News Summary for June 8th, 2010

++ The Interior Secretariat informed public opinion that on Sunday public security forces peacefully took over the Cananea mine in Sonora, to put an end to a miners strike that had been going on since July 2007, and which the Labor Secretariat had declared illegal in January 2008… The secretariat said that no one was hurt in the operation and that it was legally backed, by the Federal and State Public Prosecutor’s Offices.

++ But miners had another story to tell. A spokesman for the miners, Antonio Navarrete, said that the federal police raid at the Cananea mine left two miners wounded with bullet wounds, two miners went missing and children and women were also hurt in the melee.

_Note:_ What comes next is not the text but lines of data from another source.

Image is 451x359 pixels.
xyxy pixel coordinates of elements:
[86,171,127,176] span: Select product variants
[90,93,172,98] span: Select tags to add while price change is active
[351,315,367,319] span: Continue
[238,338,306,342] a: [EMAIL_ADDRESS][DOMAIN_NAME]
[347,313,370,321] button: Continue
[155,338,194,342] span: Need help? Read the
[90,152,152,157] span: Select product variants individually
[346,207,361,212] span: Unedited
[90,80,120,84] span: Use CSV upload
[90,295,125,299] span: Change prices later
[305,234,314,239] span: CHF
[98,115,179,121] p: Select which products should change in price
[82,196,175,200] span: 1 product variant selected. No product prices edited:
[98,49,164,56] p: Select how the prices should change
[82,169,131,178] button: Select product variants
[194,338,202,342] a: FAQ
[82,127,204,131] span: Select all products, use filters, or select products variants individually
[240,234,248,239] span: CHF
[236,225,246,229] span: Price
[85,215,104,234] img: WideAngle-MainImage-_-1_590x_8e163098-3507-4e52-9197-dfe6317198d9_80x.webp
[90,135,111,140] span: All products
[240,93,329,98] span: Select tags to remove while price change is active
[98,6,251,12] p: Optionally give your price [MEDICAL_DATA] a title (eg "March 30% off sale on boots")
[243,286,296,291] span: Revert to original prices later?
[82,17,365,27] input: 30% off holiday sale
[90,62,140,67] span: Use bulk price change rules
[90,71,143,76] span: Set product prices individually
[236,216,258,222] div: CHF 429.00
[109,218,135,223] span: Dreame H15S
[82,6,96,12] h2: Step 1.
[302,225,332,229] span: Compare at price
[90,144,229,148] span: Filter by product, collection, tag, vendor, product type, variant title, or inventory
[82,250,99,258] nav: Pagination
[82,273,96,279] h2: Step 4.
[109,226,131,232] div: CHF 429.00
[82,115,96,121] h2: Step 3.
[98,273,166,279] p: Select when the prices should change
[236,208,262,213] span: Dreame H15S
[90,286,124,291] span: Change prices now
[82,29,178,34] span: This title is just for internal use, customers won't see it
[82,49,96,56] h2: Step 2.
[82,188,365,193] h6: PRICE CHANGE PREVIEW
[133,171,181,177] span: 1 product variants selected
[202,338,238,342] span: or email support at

++ Deputy Governance Secretary at the Interior Secretariat Roberto Gil Zuarth denied that the operation left people with bullet wounds.

++ And within hours of the operation federal police and miners were clashing on the streets of Cananea… There were no wounded from the clashes.

++ Federal, state and municipal authorities announced the “Everybody for Cananea” program to reactive the mine with an immediate investment of two billion pesos… They offered severance payments to workers six times higher than stipulated by law… Labor Secretary Javier Lozano said that payments to former miners at the Cananea mine would be available immediately.

++ The leader of a group called Miners Union National Renovation Front, Carlos Pavón, blamed the attack on Cananea on Napoleón Gómez Urrutia, the miners’ leader who fled the country, for failing to reach a civilized agreement to resolve the strike.

++ The miners union and the electricians’ union broke off talks with the federal government after the operation to end the strike at the Cananea mine.

++ Grupo México, one of the world’s top copper companies, said federal and state authorities in Sonora were revising the Cananea mine to see the harm it might have suffered.

++ Meanwhile, Coahuila police also took over installations at Pasta de Conchos Mine 8 in San Juan de Sabinas, Coahuila.

++ Meanwhile, in an unrelated case, the Guerrero Attorney General’s Office confirmed that 55 bodies had been pulled out of a mine shaft in Taxco, that was some kind of clandestine grave.

++ PRI lawmakers lodged a complaint against President Felipe Calderón with the Special Prosecutor’s Office on Electoral crimes accusing the president of interfering with the election in Oaxaca, by funneling federal funds to the campaign.